Vasyakina is most compelling when she grapples with the collective trauma of womanhood in her family and the country as a whole. Men are violent and pathetic “damp wooden” creatures with “puppy eyes.” Valya, Oksana’s cousin, is convinced that the family is cursed, but only the female line, so Valya is lucky to give birth to a son. “Who cursed us?” Vasyakina asks as the grotesque and grim epos of the family unfolds. Grandpa Tolya, who “drank like a fish and played harmonica.” Grandpa Kolya, who lived in raspberry bushes, abused the grandmother and stole her money to buy Prima cigarettes. The world is governed by an incomprehensible force that keeps women living with men who beat them to death, where the culmination of one’s desires is a new washing machine, where money is stashed away in stacks of ironed linen and slowly dispensed on birthdays and holidays.
Though the book is filled with examples of social malady, the title of Wound refers to the melancholy that sets in after the death of Vasyakina’s mother. Like Irina in Chekhov’s Three Sisters, whose soul resembles a locked piano with a missing key, Vasyakina compares her mother to a container: “an envelope, a guarantee of this world.” If the container is closed within itself, does it create the same kind of unreachable hollowness in the daughter? Melancholy seems to be Wound’s prevailing response to that empty space, yet it’s where Vasyakina gives in to platitudinal generalities (“writing is a path”) that fall flat, losing herself at times in the marrow of grief as she seeks to unlock the box, to suture “the wound,” to heal.
By the end of the novel, it felt as though I was on a three-way call with Vasyakina, her critics, and her therapist, which is a criticism that can be made of much contemporary fiction. “I don’t have a different self,” she writes, “and I don’t have a different understanding of the world or of writing.” Yet even Vasyakina chastises herself for these justifications: “I am tired of searching for grounds to call the literature I write literature.”
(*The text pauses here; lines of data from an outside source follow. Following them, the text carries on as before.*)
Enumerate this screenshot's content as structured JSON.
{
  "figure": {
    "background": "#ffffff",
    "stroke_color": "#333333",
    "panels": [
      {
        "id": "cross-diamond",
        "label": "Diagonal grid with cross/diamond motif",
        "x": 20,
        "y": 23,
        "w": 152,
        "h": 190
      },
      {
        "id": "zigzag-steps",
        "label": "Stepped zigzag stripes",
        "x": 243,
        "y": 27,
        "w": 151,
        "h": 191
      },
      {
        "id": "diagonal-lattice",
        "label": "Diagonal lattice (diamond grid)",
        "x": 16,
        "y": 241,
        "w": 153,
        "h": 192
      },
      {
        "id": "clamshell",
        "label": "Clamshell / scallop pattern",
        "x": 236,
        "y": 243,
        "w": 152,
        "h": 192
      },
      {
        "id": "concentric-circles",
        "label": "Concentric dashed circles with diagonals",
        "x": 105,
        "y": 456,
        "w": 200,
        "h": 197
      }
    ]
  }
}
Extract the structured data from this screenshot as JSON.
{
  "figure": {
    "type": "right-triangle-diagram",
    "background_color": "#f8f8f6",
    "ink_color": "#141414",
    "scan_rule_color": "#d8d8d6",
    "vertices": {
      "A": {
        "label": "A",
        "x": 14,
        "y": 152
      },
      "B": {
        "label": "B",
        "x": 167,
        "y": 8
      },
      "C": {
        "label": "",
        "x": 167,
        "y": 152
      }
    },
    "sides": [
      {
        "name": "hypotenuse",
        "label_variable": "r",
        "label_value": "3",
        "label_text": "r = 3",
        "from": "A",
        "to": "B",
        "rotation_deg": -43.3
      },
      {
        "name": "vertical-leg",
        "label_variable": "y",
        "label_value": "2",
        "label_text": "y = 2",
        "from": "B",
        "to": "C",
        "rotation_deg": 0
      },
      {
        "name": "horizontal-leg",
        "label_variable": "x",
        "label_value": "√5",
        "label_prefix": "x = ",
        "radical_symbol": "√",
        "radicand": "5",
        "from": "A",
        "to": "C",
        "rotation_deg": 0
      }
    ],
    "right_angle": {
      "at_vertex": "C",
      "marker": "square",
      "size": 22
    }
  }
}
Wound, for all its grace and messiness, for its forays into diarism, journalism, memoir, and narrative, is still very much literature. When she moves the spotlight from herself to the world around her, Vasyakina powerfully encompasses the absurd and expansive universe of what Gogol described as the “unbridled incomprehensible Rus,” the land with its terrors, its poetry and loftiness and its magic, to the skin and bones of the tender and violent people who inhabit it.